+++ SOURCE RECORDS

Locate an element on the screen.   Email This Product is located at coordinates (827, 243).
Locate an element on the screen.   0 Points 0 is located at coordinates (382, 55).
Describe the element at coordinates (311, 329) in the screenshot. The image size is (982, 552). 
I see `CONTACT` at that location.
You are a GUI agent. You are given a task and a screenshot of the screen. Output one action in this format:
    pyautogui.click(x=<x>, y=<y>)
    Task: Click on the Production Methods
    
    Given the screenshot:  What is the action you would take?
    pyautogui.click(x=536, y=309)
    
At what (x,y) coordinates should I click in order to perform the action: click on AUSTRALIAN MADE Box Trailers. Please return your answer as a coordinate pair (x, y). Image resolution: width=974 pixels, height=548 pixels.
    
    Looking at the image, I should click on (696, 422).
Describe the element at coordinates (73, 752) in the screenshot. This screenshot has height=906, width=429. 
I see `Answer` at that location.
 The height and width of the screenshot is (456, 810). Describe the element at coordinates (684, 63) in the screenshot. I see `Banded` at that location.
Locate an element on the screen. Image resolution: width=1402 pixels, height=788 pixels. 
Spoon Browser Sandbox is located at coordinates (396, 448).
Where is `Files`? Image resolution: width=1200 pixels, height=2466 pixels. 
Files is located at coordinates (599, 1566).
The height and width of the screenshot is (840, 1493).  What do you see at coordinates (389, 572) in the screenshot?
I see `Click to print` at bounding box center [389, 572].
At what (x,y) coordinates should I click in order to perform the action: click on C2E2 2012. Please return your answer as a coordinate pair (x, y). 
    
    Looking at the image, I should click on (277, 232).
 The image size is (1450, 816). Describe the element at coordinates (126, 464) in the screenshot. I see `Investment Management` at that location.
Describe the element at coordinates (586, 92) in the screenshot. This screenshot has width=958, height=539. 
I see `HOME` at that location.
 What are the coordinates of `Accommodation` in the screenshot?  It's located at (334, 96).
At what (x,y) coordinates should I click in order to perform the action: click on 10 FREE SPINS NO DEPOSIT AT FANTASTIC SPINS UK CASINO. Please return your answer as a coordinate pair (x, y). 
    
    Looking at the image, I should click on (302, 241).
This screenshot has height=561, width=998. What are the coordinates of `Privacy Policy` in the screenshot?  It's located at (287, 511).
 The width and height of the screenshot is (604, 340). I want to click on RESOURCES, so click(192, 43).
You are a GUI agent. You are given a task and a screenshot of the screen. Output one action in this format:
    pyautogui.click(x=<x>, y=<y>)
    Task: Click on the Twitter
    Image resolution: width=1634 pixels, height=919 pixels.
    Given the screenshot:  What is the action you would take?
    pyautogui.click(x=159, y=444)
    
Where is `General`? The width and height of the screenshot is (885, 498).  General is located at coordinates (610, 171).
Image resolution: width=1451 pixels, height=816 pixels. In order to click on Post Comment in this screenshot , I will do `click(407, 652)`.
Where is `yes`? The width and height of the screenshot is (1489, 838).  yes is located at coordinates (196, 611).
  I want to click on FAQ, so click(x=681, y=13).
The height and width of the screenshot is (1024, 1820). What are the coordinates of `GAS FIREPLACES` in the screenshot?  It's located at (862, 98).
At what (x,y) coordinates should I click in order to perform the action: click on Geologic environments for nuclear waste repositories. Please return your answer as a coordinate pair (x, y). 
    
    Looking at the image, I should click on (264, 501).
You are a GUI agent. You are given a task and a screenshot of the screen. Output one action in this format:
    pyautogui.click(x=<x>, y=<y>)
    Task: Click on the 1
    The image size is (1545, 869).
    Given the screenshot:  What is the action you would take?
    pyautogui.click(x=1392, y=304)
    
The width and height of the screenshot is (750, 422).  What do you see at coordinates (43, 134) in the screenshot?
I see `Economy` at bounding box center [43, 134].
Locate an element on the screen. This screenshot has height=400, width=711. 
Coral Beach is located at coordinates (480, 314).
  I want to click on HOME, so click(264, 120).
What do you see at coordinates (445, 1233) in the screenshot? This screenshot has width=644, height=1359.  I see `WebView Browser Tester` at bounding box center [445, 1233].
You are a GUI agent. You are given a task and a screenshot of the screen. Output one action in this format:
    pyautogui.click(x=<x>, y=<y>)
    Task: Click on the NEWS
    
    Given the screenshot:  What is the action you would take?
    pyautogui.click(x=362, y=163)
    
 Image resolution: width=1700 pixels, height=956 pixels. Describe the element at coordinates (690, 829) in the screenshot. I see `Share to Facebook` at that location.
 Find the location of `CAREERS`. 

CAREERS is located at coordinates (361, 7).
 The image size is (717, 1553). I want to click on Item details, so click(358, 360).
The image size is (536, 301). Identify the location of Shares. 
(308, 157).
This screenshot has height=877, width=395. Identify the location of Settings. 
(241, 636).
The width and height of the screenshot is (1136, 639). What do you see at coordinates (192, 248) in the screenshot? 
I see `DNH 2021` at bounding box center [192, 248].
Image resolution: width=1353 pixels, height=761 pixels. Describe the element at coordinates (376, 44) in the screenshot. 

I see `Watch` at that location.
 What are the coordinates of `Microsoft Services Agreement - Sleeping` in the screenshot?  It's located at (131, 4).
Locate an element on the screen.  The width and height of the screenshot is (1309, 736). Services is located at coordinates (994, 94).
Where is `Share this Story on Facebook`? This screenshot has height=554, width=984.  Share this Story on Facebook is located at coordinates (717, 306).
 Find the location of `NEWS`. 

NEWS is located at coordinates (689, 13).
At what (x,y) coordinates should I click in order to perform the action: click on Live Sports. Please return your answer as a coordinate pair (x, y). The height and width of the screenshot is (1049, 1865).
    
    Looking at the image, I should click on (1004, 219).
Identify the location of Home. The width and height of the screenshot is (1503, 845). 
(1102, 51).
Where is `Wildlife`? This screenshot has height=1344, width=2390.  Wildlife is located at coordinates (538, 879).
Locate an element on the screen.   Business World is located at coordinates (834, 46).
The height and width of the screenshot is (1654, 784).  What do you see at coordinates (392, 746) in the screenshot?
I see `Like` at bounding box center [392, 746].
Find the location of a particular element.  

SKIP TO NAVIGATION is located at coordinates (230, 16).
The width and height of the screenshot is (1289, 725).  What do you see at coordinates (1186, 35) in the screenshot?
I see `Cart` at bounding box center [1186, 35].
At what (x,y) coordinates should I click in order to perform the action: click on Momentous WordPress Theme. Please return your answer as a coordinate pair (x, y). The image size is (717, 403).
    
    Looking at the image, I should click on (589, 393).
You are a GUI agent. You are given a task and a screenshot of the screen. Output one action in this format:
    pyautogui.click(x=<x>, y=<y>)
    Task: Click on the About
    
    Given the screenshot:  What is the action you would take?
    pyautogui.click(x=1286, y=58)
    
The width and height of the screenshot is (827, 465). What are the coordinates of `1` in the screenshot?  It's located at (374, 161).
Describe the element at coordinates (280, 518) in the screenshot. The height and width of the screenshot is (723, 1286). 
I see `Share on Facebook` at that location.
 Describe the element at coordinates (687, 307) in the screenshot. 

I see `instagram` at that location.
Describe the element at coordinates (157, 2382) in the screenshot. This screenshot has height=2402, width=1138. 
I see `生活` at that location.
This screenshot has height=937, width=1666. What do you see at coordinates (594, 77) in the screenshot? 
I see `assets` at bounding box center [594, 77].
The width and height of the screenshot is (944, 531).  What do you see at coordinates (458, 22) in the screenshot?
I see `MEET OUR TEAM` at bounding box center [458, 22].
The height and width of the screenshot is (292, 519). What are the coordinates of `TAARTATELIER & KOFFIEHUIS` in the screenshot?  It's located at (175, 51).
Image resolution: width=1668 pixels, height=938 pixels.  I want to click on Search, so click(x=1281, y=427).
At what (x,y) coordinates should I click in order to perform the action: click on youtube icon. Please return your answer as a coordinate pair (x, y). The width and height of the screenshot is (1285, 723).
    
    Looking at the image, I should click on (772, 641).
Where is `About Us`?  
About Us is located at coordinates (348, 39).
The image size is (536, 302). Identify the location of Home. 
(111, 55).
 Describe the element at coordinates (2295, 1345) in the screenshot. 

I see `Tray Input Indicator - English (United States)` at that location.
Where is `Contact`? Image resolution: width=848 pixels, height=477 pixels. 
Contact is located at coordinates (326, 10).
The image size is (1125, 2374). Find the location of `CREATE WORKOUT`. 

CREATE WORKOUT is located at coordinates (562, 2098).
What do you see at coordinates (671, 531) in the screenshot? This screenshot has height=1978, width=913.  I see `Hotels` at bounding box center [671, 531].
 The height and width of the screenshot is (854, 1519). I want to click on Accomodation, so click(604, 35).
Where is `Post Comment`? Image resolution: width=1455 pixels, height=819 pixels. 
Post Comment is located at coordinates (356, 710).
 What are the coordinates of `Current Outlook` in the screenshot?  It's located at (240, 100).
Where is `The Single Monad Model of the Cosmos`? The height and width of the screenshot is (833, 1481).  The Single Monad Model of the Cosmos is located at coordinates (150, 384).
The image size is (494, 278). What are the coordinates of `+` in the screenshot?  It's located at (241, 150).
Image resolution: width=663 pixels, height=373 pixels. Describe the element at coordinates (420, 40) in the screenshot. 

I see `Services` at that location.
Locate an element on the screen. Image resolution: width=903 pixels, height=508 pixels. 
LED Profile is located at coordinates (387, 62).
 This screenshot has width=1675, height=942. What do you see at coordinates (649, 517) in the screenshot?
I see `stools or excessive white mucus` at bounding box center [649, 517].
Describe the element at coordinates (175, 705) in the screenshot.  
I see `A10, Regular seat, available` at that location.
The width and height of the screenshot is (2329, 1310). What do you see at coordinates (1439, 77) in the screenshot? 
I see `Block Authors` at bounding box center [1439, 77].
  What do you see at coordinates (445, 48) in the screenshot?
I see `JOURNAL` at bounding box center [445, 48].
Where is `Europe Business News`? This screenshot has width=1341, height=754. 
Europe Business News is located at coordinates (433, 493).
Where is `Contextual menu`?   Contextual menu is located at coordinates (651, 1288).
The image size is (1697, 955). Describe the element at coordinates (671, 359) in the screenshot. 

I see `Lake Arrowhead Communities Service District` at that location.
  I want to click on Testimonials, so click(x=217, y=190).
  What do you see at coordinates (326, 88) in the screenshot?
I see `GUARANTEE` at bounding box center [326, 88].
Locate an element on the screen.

++++++

## WORK ITEM
All lines from the one that contains "has width=1341, height=754." through the end of the listing above should be copied exactly, with nothing else.

## RESPONSE TO THE EXERCISE
Where is `Europe Business News`? This screenshot has width=1341, height=754. 
Europe Business News is located at coordinates (433, 493).
Where is `Contextual menu`?   Contextual menu is located at coordinates (651, 1288).
The image size is (1697, 955). Describe the element at coordinates (671, 359) in the screenshot. 

I see `Lake Arrowhead Communities Service District` at that location.
  I want to click on Testimonials, so click(x=217, y=190).
  What do you see at coordinates (326, 88) in the screenshot?
I see `GUARANTEE` at bounding box center [326, 88].
Locate an element on the screen.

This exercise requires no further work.